I have a tree structure with a parent field. Currently I am trying to get all parent nodes to display the path to the current node.
Basically I am doing a while-loop to process all nodes.
$current = $node->getParent();
while($current) {
// do something
$current = $current->getParent();
}
Using the default findById
method works. Because the entity has some aggregated fields, I am using a custom repository method, to load all basic fields with one query.
public function findNodeByIdWithMeta($id) {
return $this->getEntityManager()
->createQuery('
SELECT p, a, c, cc, ca, pp FROM
TestingNestedObjectBundle:NestedObject p
JOIN p.actions a
LEFT JOIN p.children c
LEFT JOIN c.children cc
LEFT JOIN c.actions ca
LEFT JOIN p.parent pp
WHERE p.id = :id
')
->setParameter('id', $id)
->setHint(
\Doctrine\ORM\Query::HINT_CUSTOM_OUTPUT_WALKER,
'Gedmo\\Translatable\\Query\\TreeWalker\\TranslationWalker'
)
->getOneOrNullResult();
}
With that code, loading the parents fails. I only get the immediate parent (addressed by LEFT JOIN p.parent pp
) but not the parents above.
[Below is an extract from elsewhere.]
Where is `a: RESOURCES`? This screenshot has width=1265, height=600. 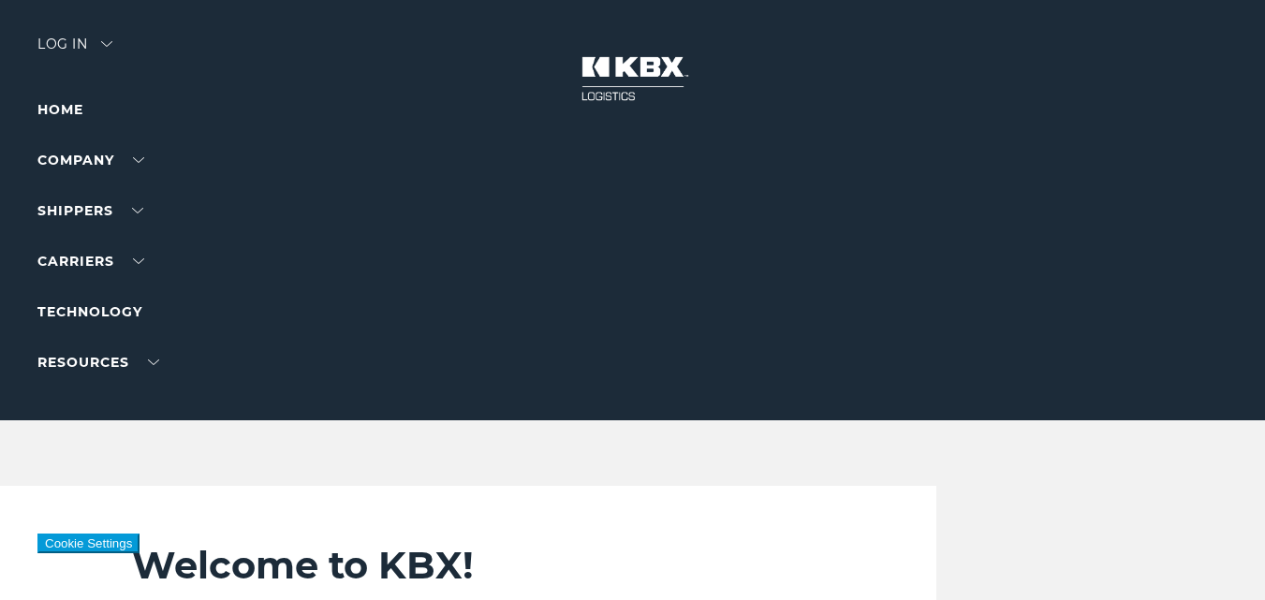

E.g. $node->getParent()->getParent()
returns null
.
Whats wrong with my code? Did I misunderstood the lazy loading thing?
Thanks a lot, Hacksteak
It looks like your are using the adjacency model for storing trees in a relational database. Which in turn means, that you will need a join for every level to get all ancestors with a single query.
As you are already using the Doctrine Extension Library I recommend to have a look at the Tree component.
My Answer involves not using DQL and instead creating a NestedSetManager which has access to your DBAL connection so you can use SQL. I never felt like the ORM's did a good job with NestedSets query logic.
With a NestedSetManager
, you can then write a bunch of clean methods and it's really simple because all these queries are well documented. See this link. Some of the method in my NestedSetManager are:
setNode();
setRoot();
loadNestedSet();
moveNodeUp();
modeNodeDown();
getRootNode();
addNodeSibling();
getNodesByDepth();
getParents();
getNodePath();
childExists();
addChildToNode();
renameNode();
deleteNode();
// And many more
You can have a ball and create a lot of create NestedSet functionality if you're not tied down by an ORM's somewhat complex functionality.
Also -- Symfony2 makes all this really really easy. You create your NestedSetManager class file and reference it in your Services.yml and pass in your Dbal connection. Mine looks like this:
services:
manager.nestedset:
class: Acme\CoreBundle\Manager\NestedSetManager
arguments: [ @database_connection ]
you can then access your nestedsets with:
$path = $this->get('manager.nestedset')->setNode(4)->getNodePath(); // in your controller
Moral of the story, ORM/NestedSets drove me bonkers and this solution work really well. If you're being forced to use DQL and have no other options, this answer probably wont be acceptable.